Yes. The required practicals at GCSE and A-Level can be talked through using diagrams, simulator software (PhET, IOP TalkPhysics) and shared-screen video — a student with dyspraxia or fine-motor difficulties can master the theory and the written practical questions even when the school lab is overwhelming. Mention SEN needs in the trial. Many physics tutors have worked with EHCP students and know which practicals (electrical circuits, projectile motion, simple harmonic motion, viscosity) are most likely to appear as written-paper questions versus pure lab skills.
What's the difference between AQA, Edexcel and OCR A-Level Physics?
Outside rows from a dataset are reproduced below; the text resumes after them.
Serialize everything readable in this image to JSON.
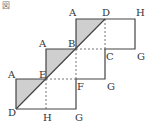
{
  "figure": {
    "title": "図",
    "colors": {
      "stroke": "#444444",
      "shade": "#cfcfcf",
      "background": "#ffffff"
    },
    "labels": {
      "top_A": "A",
      "top_D": "D",
      "top_H": "H",
      "mid_A": "A",
      "mid_B": "B",
      "mid_C": "C",
      "mid_G": "G",
      "bot_A": "A",
      "bot_E": "E",
      "bot_F": "F",
      "bot_G": "G",
      "base_D": "D",
      "base_H": "H",
      "base_G": "G"
    }
  }
}
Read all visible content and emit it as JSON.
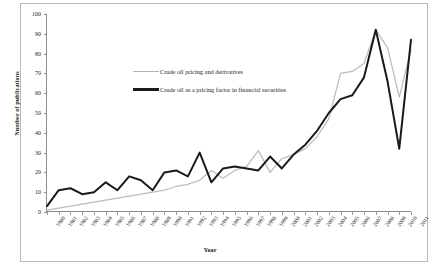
{
  "chart_data": {
    "type": "line",
    "title": "",
    "xlabel": "Year",
    "ylabel": "Number of publications",
    "xlim": [
      1980,
      2011
    ],
    "ylim": [
      0,
      100
    ],
    "ytick_step": 10,
    "grid": false,
    "legend_position": "upper-left-inside",
    "yticks": [
      0,
      10,
      20,
      30,
      40,
      50,
      60,
      70,
      80,
      90,
      100
    ],
    "categories": [
      "1980",
      "1981",
      "1982",
      "1983",
      "1984",
      "1985",
      "1986",
      "1987",
      "1988",
      "1989",
      "1990",
      "1991",
      "1992",
      "1993",
      "1994",
      "1995",
      "1996",
      "1997",
      "1998",
      "1999",
      "2000",
      "2001",
      "2002",
      "2003",
      "2004",
      "2005",
      "2006",
      "2007",
      "2008",
      "2009",
      "2010",
      "2011"
    ],
    "series": [
      {
        "name": "Crude oil pricing and derivatives",
        "color": "#bcbcbc",
        "values": [
          1,
          2,
          3,
          4,
          5,
          6,
          7,
          8,
          9,
          10,
          11,
          13,
          14,
          16,
          21,
          17,
          21,
          23,
          31,
          20,
          27,
          29,
          32,
          38,
          47,
          70,
          71,
          75,
          92,
          83,
          58,
          82
        ]
      },
      {
        "name": "Crude oil as a pricing factor in financial securities",
        "color": "#1a1a1a",
        "values": [
          3,
          11,
          12,
          9,
          10,
          15,
          11,
          18,
          16,
          11,
          20,
          21,
          18,
          30,
          15,
          22,
          23,
          22,
          21,
          28,
          22,
          29,
          34,
          41,
          50,
          57,
          59,
          68,
          92,
          66,
          32,
          87
        ]
      }
    ]
  },
  "axis": {
    "ylabel": "Number of publications",
    "xlabel": "Year"
  }
}
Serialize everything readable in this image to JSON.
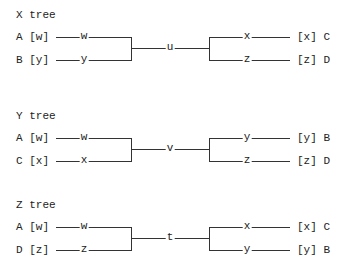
{
  "trees": [
    {
      "title": "X tree",
      "left_leaves": [
        {
          "label": "A [w]",
          "node": "w"
        },
        {
          "label": "B [y]",
          "node": "y"
        }
      ],
      "root": "u",
      "right_leaves": [
        {
          "label": "[x] C",
          "node": "x"
        },
        {
          "label": "[z] D",
          "node": "z"
        }
      ]
    },
    {
      "title": "Y tree",
      "left_leaves": [
        {
          "label": "A [w]",
          "node": "w"
        },
        {
          "label": "C [x]",
          "node": "x"
        }
      ],
      "root": "v",
      "right_leaves": [
        {
          "label": "[y] B",
          "node": "y"
        },
        {
          "label": "[z] D",
          "node": "z"
        }
      ]
    },
    {
      "title": "Z tree",
      "left_leaves": [
        {
          "label": "A [w]",
          "node": "w"
        },
        {
          "label": "D [z]",
          "node": "z"
        }
      ],
      "root": "t",
      "right_leaves": [
        {
          "label": "[x] C",
          "node": "x"
        },
        {
          "label": "[y] B",
          "node": "y"
        }
      ]
    }
  ]
}
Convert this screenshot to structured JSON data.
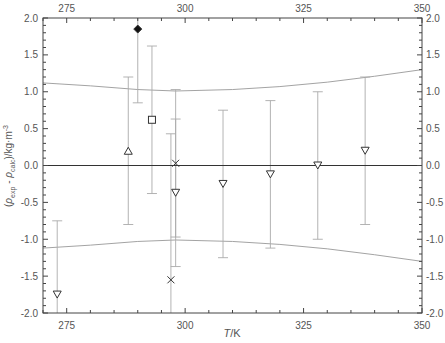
{
  "chart_data": {
    "type": "scatter",
    "title": "",
    "xlabel": "T/K",
    "ylabel": "(ρexp - ρcalc)/kg·m-3",
    "ylabel_parts": {
      "open": "(",
      "rho1": "ρ",
      "sub1": "exp",
      "minus": " - ",
      "rho2": "ρ",
      "sub2": "calc",
      "unit": ")/kg·m",
      "sup": "-3"
    },
    "xlim": [
      270,
      350
    ],
    "ylim": [
      -2.0,
      2.0
    ],
    "x_ticks": [
      275,
      300,
      325,
      350
    ],
    "x_tick_labels": [
      "275",
      "300",
      "325",
      "350"
    ],
    "y_ticks": [
      -2.0,
      -1.5,
      -1.0,
      -0.5,
      0.0,
      0.5,
      1.0,
      1.5,
      2.0
    ],
    "y_tick_labels": [
      "-2.0",
      "-1.5",
      "-1.0",
      "-0.5",
      "0.0",
      "0.5",
      "1.0",
      "1.5",
      "2.0"
    ],
    "grid": false,
    "mirror_axes": true,
    "zero_line": true,
    "series": [
      {
        "name": "down-triangle",
        "marker": "triangle-down",
        "filled": false,
        "points": [
          {
            "x": 273,
            "y": -1.75,
            "err_lo": -2.75,
            "err_hi": -0.75
          },
          {
            "x": 298,
            "y": -0.37,
            "err_lo": -1.37,
            "err_hi": 0.63
          },
          {
            "x": 308,
            "y": -0.25,
            "err_lo": -1.25,
            "err_hi": 0.75
          },
          {
            "x": 318,
            "y": -0.12,
            "err_lo": -1.12,
            "err_hi": 0.88
          },
          {
            "x": 328,
            "y": 0.0,
            "err_lo": -1.0,
            "err_hi": 1.0
          },
          {
            "x": 338,
            "y": 0.2,
            "err_lo": -0.8,
            "err_hi": 1.2
          }
        ]
      },
      {
        "name": "up-triangle",
        "marker": "triangle-up",
        "filled": false,
        "points": [
          {
            "x": 288,
            "y": 0.2,
            "err_lo": -0.8,
            "err_hi": 1.2
          }
        ]
      },
      {
        "name": "diamond",
        "marker": "diamond",
        "filled": true,
        "points": [
          {
            "x": 290,
            "y": 1.85,
            "err_lo": 0.85,
            "err_hi": 2.85
          }
        ]
      },
      {
        "name": "square",
        "marker": "square",
        "filled": false,
        "points": [
          {
            "x": 293,
            "y": 0.62,
            "err_lo": -0.38,
            "err_hi": 1.62
          }
        ]
      },
      {
        "name": "cross",
        "marker": "x",
        "filled": false,
        "points": [
          {
            "x": 297,
            "y": -1.55,
            "err_lo": -2.55,
            "err_hi": 0.43
          },
          {
            "x": 298,
            "y": 0.03,
            "err_lo": -0.97,
            "err_hi": 1.03
          }
        ]
      }
    ],
    "envelope": {
      "x": [
        270,
        280,
        290,
        298,
        310,
        320,
        330,
        340,
        350
      ],
      "upper": [
        1.12,
        1.08,
        1.03,
        1.01,
        1.03,
        1.07,
        1.13,
        1.21,
        1.3
      ],
      "lower": [
        -1.12,
        -1.08,
        -1.03,
        -1.01,
        -1.03,
        -1.07,
        -1.13,
        -1.21,
        -1.3
      ]
    }
  }
}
All three cover the same broad content — mechanics, waves, electricity, fields, nuclear and particle physics — over two years with required practicals, but the topic order, optional units and exam style differ. AQA is the most-sat board and has a clean three-paper structure with no optional units. Edexcel uses a "Salters Horners" feel on its International spec and has a slightly heavier maths weighting. OCR A is the traditional academic spec — close to AQA in style. OCR B (Advancing Physics) is the contextual/applied specification with very different question framing and a substantial Practical Investigation. Ask which board your tutor has taught most recently; a tutor still using last-spec mark schemes is a tutor who hasn't kept up.
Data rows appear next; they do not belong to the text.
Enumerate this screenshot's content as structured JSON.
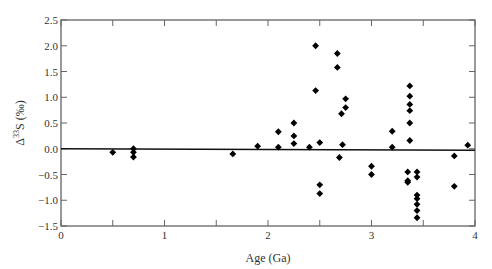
{
  "chart_data": {
    "type": "scatter",
    "title": "",
    "xlabel": "Age (Ga)",
    "ylabel": "Δ33S (‰)",
    "xlim": [
      0,
      4
    ],
    "ylim": [
      -1.5,
      2.5
    ],
    "xticks": [
      "0",
      "1",
      "2",
      "3",
      "4"
    ],
    "yticks": [
      "2.5",
      "2.0",
      "1.5",
      "1.0",
      "0.5",
      "0.0",
      "−0.5",
      "−1.0",
      "−1.5"
    ],
    "grid": false,
    "reference_line": {
      "y": 0.0
    },
    "marker": "diamond",
    "marker_color": "#000000",
    "series": [
      {
        "name": "Δ33S",
        "points": [
          [
            0.5,
            -0.07
          ],
          [
            0.7,
            0.0
          ],
          [
            0.7,
            -0.07
          ],
          [
            0.7,
            -0.16
          ],
          [
            1.66,
            -0.1
          ],
          [
            1.9,
            0.05
          ],
          [
            2.1,
            0.33
          ],
          [
            2.1,
            0.03
          ],
          [
            2.25,
            0.5
          ],
          [
            2.25,
            0.25
          ],
          [
            2.25,
            0.1
          ],
          [
            2.4,
            0.03
          ],
          [
            2.46,
            2.0
          ],
          [
            2.46,
            1.13
          ],
          [
            2.5,
            0.12
          ],
          [
            2.5,
            -0.7
          ],
          [
            2.5,
            -0.87
          ],
          [
            2.67,
            1.85
          ],
          [
            2.67,
            1.58
          ],
          [
            2.69,
            -0.17
          ],
          [
            2.71,
            0.68
          ],
          [
            2.72,
            0.08
          ],
          [
            2.75,
            0.97
          ],
          [
            2.75,
            0.8
          ],
          [
            3.0,
            -0.34
          ],
          [
            3.0,
            -0.5
          ],
          [
            3.2,
            0.34
          ],
          [
            3.2,
            0.03
          ],
          [
            3.37,
            1.22
          ],
          [
            3.37,
            1.02
          ],
          [
            3.37,
            0.86
          ],
          [
            3.37,
            0.74
          ],
          [
            3.37,
            0.5
          ],
          [
            3.37,
            0.16
          ],
          [
            3.35,
            -0.45
          ],
          [
            3.35,
            -0.62
          ],
          [
            3.35,
            -0.65
          ],
          [
            3.44,
            -0.45
          ],
          [
            3.44,
            -0.55
          ],
          [
            3.44,
            -0.9
          ],
          [
            3.44,
            -0.97
          ],
          [
            3.44,
            -1.08
          ],
          [
            3.44,
            -1.2
          ],
          [
            3.44,
            -1.34
          ],
          [
            3.8,
            -0.14
          ],
          [
            3.8,
            -0.73
          ],
          [
            3.93,
            0.07
          ]
        ]
      }
    ]
  }
}
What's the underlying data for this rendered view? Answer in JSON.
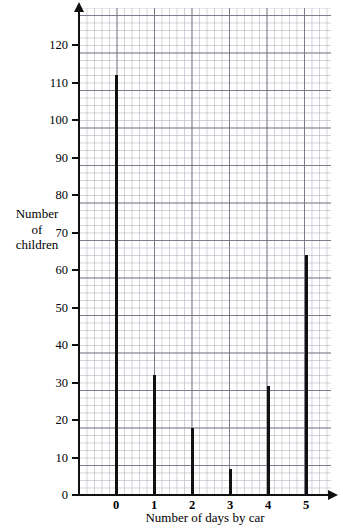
{
  "chart_data": {
    "type": "bar",
    "title": "",
    "subtitle": "",
    "xlabel": "Number of days by car",
    "ylabel_lines": [
      "Number",
      "of",
      "children"
    ],
    "ylabel": "Number of children",
    "categories": [
      "0",
      "1",
      "2",
      "3",
      "4",
      "5"
    ],
    "values": [
      112,
      32,
      18,
      7,
      29,
      64
    ],
    "xlim": [
      -0.5,
      6.0
    ],
    "ylim": [
      0,
      130
    ],
    "ytick_labels": [
      "0",
      "10",
      "20",
      "30",
      "40",
      "50",
      "60",
      "70",
      "80",
      "90",
      "100",
      "110",
      "120"
    ],
    "ytick_values": [
      0,
      10,
      20,
      30,
      40,
      50,
      60,
      70,
      80,
      90,
      100,
      110,
      120
    ],
    "xtick_labels": [
      "0",
      "1",
      "2",
      "3",
      "4",
      "5"
    ],
    "grid": "graph-paper-minor-and-major",
    "legend": "none",
    "legend_position": "none",
    "bar_style": "thin vertical lines",
    "colors": {
      "bar": "#111111",
      "axis": "#111111",
      "grid_major": "#6e6e7d",
      "grid_minor": "#aaaab9",
      "background": "#ffffff"
    },
    "axis_arrows": [
      "y-axis-up",
      "x-axis-right"
    ]
  }
}
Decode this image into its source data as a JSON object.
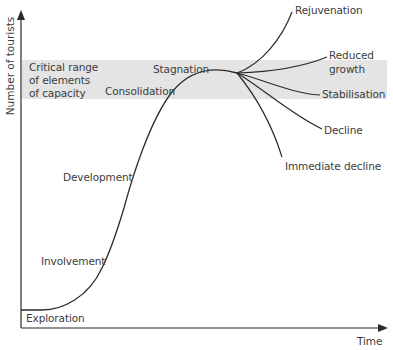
{
  "diagram": {
    "axes": {
      "y_label": "Number of tourists",
      "x_label": "Time"
    },
    "band": {
      "label_lines": [
        "Critical range",
        "of elements",
        "of capacity"
      ],
      "color": "#e4e4e4"
    },
    "stages": {
      "exploration": "Exploration",
      "involvement": "Involvement",
      "development": "Development",
      "consolidation": "Consolidation",
      "stagnation": "Stagnation"
    },
    "outcomes": {
      "rejuvenation": "Rejuvenation",
      "reduced_growth_line1": "Reduced",
      "reduced_growth_line2": "growth",
      "stabilisation": "Stabilisation",
      "decline": "Decline",
      "immediate_decline": "Immediate decline"
    },
    "colors": {
      "line": "#2a2a2a",
      "text": "#3c3c3c",
      "band": "#e4e4e4"
    }
  }
}
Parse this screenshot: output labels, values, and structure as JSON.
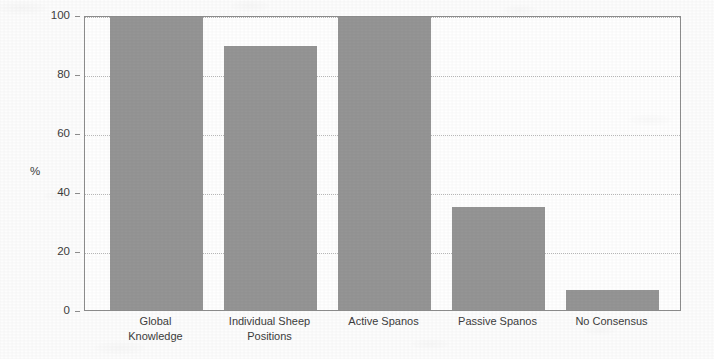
{
  "chart_data": {
    "type": "bar",
    "title": "",
    "subtitle": "",
    "xlabel": "",
    "ylabel": "%",
    "categories": [
      "Global\nKnowledge",
      "Individual Sheep\nPositions",
      "Active Spanos",
      "Passive Spanos",
      "No Consensus"
    ],
    "values": [
      100,
      90,
      100,
      35,
      7
    ],
    "ylim": [
      0,
      100
    ],
    "yticks": [
      0,
      20,
      40,
      60,
      80,
      100
    ],
    "ytick_labels": [
      "0",
      "20",
      "40",
      "60",
      "80",
      "100"
    ],
    "grid": true,
    "grid_axis": "y",
    "legend": false,
    "legend_position": "none",
    "series": [
      {
        "name": "",
        "values": [
          100,
          90,
          100,
          35,
          7
        ]
      }
    ],
    "annotations": []
  },
  "style": {
    "bar_color": "#959595",
    "plot_background": "#ffffff",
    "figure_background": "#fdfdfd",
    "gridline_color": "#b9b9b9",
    "axis_color": "#8e8e8e",
    "text_color": "#3c3c3c"
  }
}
Does online tutoring work for physics problem-solving?
Better than parents expect. Physics is mostly diagrams, free-body force arrows, circuit sketches and equation manipulation — all of which work cleanly on a shared digital whiteboard with stylus support. Most physics tutors use a tablet shared via screen-share, or tools like Miro and Whiteboard.fi, so the tutor draws the setup live and the student can practise in parallel. Sessions can be recorded, which is unusually valuable in physics because re-watching a worked example of capacitor discharge or Young's slits at the point a student gets stuck is exactly when they learn it. The one place in-person still has an edge is the lab itself — the practical endorsement.
When should we start tutoring for A-Level Physics?
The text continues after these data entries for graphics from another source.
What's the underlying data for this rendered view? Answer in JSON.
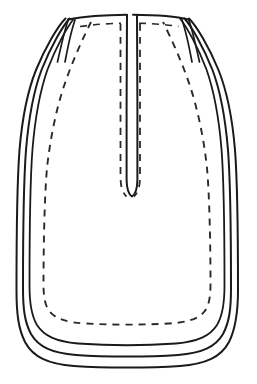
{
  "figure": {
    "background_color": "#ffffff",
    "stroke_color": "#1a1a1a",
    "dash_color": "#2a2a2a",
    "canvas": {
      "width": 257,
      "height": 384
    }
  },
  "drawing": {
    "type": "line-drawing",
    "subject": "pouch",
    "contour_count": 3,
    "has_dashed_stitching": true,
    "outlines": [
      {
        "name": "outer-contour",
        "stroke_width": 2.0,
        "path": "M 65.5 18.5 C 58 26 46 46 36 70 C 28 90 22 120 19.5 150 C 17.5 176 16.5 230 16.5 290 C 16.5 312 18 328 25 342 C 33 357 48 364 74 366 C 104 368 150 368 180 366 C 206 364 221 357 229 342 C 236 328 238 312 238 290 C 238 230 237 176 235 150 C 232.5 120 226.5 90 218.5 70 C 208.5 46 196.5 26 189 18.5"
      },
      {
        "name": "middle-contour",
        "stroke_width": 2.0,
        "path": "M 69.5 18.5 C 62.5 26.5 51 46 41.5 70 C 34 90 28.5 120 26 150 C 24 176 23 230 23 288 C 23 308 24.5 322 31 334 C 38.5 347 52 353 76 355 C 105 357 149 357 178 355 C 202 353 215.5 347 223 334 C 229.5 322 231 308 231 288 C 231 230 230 176 228 150 C 225.5 120 220 90 212.5 70 C 203 46 191.5 26.5 184.5 18.5"
      },
      {
        "name": "inner-contour",
        "stroke_width": 1.8,
        "path": "M 74 18.5 C 67.5 26.5 56.5 46 47.5 69.5 C 40.5 89.5 35 119 32.5 149 C 30.5 175 29.5 228 29.5 286 C 29.5 303 31 315 37 325 C 44 336 56 341.5 78 343.5 C 106 345.5 148 345.5 176 343.5 C 198 341.5 210 336 217 325 C 223 315 224.5 303 224.5 286 C 224.5 228 223.5 175 221.5 149 C 219 119 213.5 89.5 206.5 69.5 C 197.5 46 186.5 26.5 180 18.5"
      }
    ],
    "dashed_lines": [
      {
        "name": "body-stitch-line",
        "stroke_width": 1.9,
        "dash_pattern": "7 6",
        "path": "M 91 22 C 83 38 72 62 64 86 C 56 110 50 140 47 168 C 44.5 196 43.5 246 43.5 284 C 43.5 297 45 306 50 312 C 56 319 67 322.5 86 323.5 C 110 325 144 325 168 323.5 C 187 322.5 198 319 204 312 C 209 306 210.5 297 210.5 284 C 210.5 246 209.5 196 207 168 C 204 140 198 110 190 86 C 182 62 171 38 163 22"
      },
      {
        "name": "slit-stitch-left",
        "stroke_width": 1.8,
        "dash_pattern": "7 6",
        "path": "M 120.5 24 C 120.5 60 120.5 120 120.5 176 C 120.5 186 122 192 126.5 196.5"
      },
      {
        "name": "slit-stitch-right",
        "stroke_width": 1.8,
        "dash_pattern": "7 6",
        "path": "M 140 24 C 140 60 140 120 140 176 C 140 186 138.5 192 134 196.5"
      },
      {
        "name": "top-rim-stitch-left",
        "stroke_width": 1.6,
        "dash_pattern": "7 6",
        "path": "M 80 26.5 C 94 24.5 108 23.5 121 23.2"
      },
      {
        "name": "top-rim-stitch-right",
        "stroke_width": 1.6,
        "dash_pattern": "7 6",
        "path": "M 139 23.2 C 152 23.5 166 24.5 178.5 26.5"
      }
    ],
    "neck": {
      "name": "neck-slit",
      "top_left_x": 68,
      "top_right_x": 185,
      "top_y": 18,
      "slit_left_x": 127,
      "slit_right_x": 133,
      "slit_bottom_y": 196,
      "rim_path_left": "M 68 19.5 C 84 16.5 104 15 127 14.8",
      "rim_path_right": "M 133 14.8 C 156 15 176.5 16.5 188.5 19.5",
      "slit_path": "M 127 15.5 C 126.6 60 126.5 130 126.6 180 C 126.8 189 128.5 194.5 132 196.5 C 135.5 194.5 137.2 189 137.4 180 C 137.5 130 137.4 60 137 15.5"
    },
    "neck_side_folds": [
      {
        "name": "fold-left-outer",
        "stroke_width": 1.7,
        "path": "M 68.5 19 C 65 29 61 46 57.5 62"
      },
      {
        "name": "fold-left-inner",
        "stroke_width": 1.7,
        "path": "M 75 20 C 71.5 30 68 46 65 62"
      },
      {
        "name": "fold-right-outer",
        "stroke_width": 1.7,
        "path": "M 188.5 19 C 192 29 196 46 199.5 62"
      },
      {
        "name": "fold-right-inner",
        "stroke_width": 1.7,
        "path": "M 182 20 C 185.5 30 189 46 192 62"
      }
    ]
  }
}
The most common useful window is the autumn half-term of Year 12 — early enough that early mechanics gaps (resolving forces, suvat, moments) get fixed before they compound into circular motion, gravitational fields and SHM in Year 13. By spring of Year 12, electricity has hit and that is the second wave of students looking for help. Starting in September Year 13 still works if your child had a B at the end of Year 12 and wants an A — there is time to redo Year 12 mechanics and waves alongside new Year 13 content, but the schedule is tighter.
Can my child retake A-Level Physics on its own?
Yes. Retake students are some of our most successful physics tutees because the diagnostic is unusually clean — a real exam paper showing exactly which topics lost the marks. Bring the breakdown to the trial. Tutors typically rebuild the weakest two units (most often electric/magnetic fields and nuclear physics, or capacitors) over six to ten sessions, then run timed past papers in the final month. Retake students booking only physics usually pay £30–£45/hr and finish with a grade improvement of at least one full band.
Can a physics tutor help with university-level physics?
Yes, and this is where you should pick the tutor carefully. Undergraduate physics splits into specialists — classical mechanics, electromagnetism, quantum mechanics, statistical mechanics, condensed matter — and a tutor who is excellent at A-Level may not have used Lagrangian mechanics or Maxwell's equations in vector form for years. Filter for tutors with a physics-specific degree (BSc/MPhys/MSci) or PhD students, and ask in the trial whether they've tutored the specific module before. Engineering, natural sciences and astrophysics undergraduates need the same level of specialism.